Red blood cell rosetting enables size-based separation of specific lymphocyte subsets from blood in a microfluidic device
Abstract
The isolation of a specific lymphocyte subset from blood is the required first step in the manufacturing of many novel cellular immunotherapies. Microfluidic size-based separation methods are poised to significantly simplify this process because they require neither centrifugation nor magnetic or fluorescent labeling to operate. Lymphocytes can be separated from red blood cells (RBCs) and platelets as well as monocytes and granulocytes because their size differs from each of these cell types. However, further separation of a specific lymphocyte subset from other unwanted lymphocytes using size-based methods is impossible because all lymphocytes have approximately the same size and can only be distinguished by surface markers.
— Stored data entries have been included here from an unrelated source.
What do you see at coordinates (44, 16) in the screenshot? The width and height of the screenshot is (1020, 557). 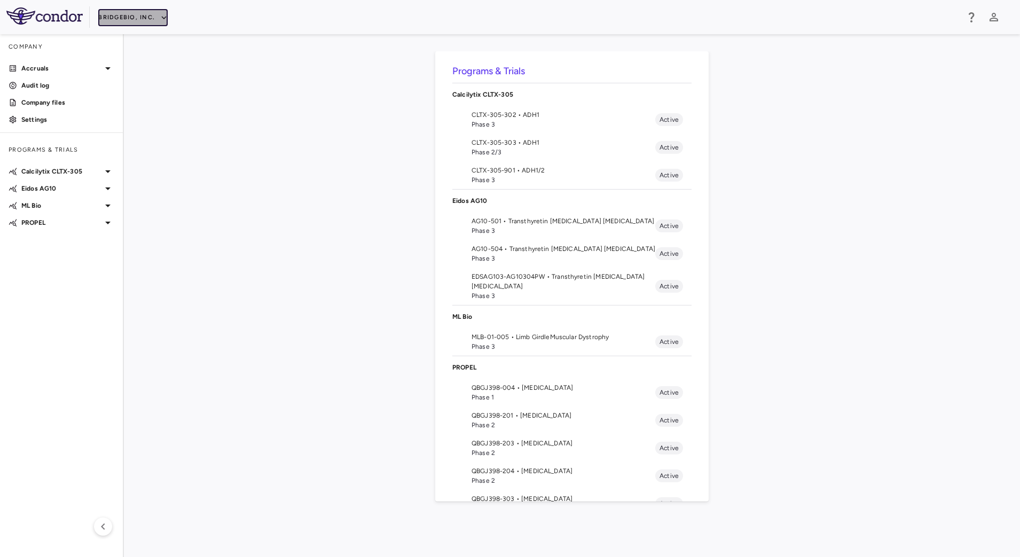 I see `img: logo-full-SnFGN8VE.png` at bounding box center [44, 16].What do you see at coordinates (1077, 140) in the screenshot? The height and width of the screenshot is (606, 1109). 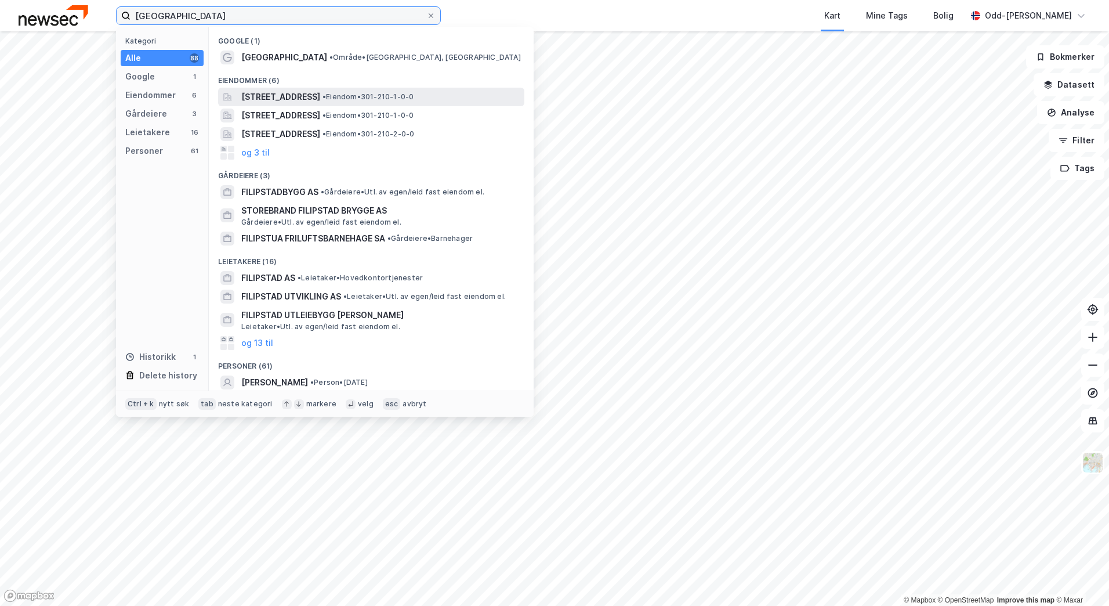 I see `button: Filter` at bounding box center [1077, 140].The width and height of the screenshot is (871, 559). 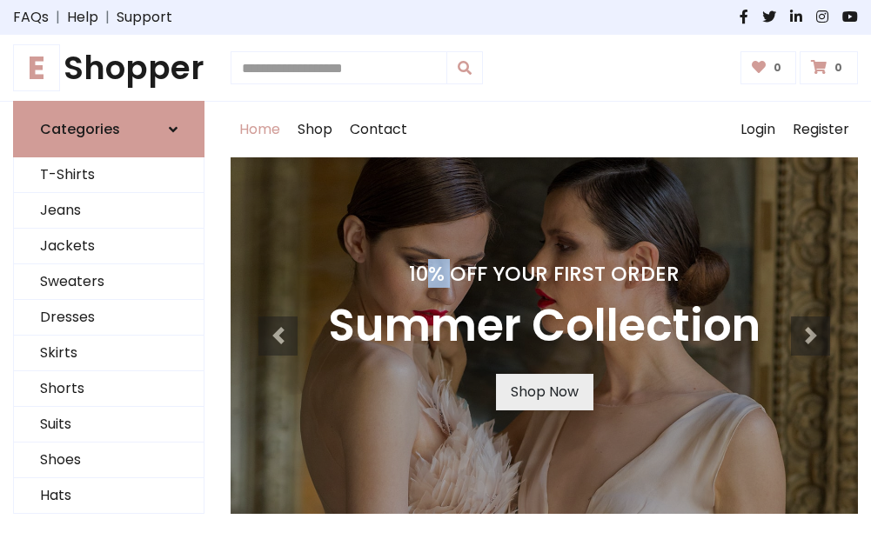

This paper describes a new approach that made it possible for a size-based separation method to isolate a desired subset of lymphocytes by making unwanted lymphocytes as well as other blood cells artificially larger. The separation was enabled by selectively binding multiple RBCs to each unwanted cell to create ‘rosettes’ with an effective size significantly larger than the diameter of a typical lymphocyte. The desired lymphocytes remained unaffected by rosetting and were separated from the rosettes by passing the mixture through a microfluidic size-based separation device based on controlled incremental filtration (CIF). This new rosette-enabled size-based (RESIZE) separation approach demonstrated recovery of 80–90% for all lymphocyte subsets tested (CD3+, CD4+, CD56+) which was ∼2.5-fold higher than that for the standard immunodensity method (RBC rosetting followed by density gradient centrifugation). The purity of separation was >90% for CD3+ cells but declined with increasing cell rarity. Unlike the immunodensity approach, RESIZE required neither centrifugation nor cell washing after the separation and was ∼2.5-fold faster when processing the same sample volume. The results of this study suggest that integration of the RESIZE approach for high-yield isolation of lymphocyte subsets from blood could significantly streamline the manufacturing workflow and thus have a potentially transformative impact on the cost and availability of novel cellular immunotherapies.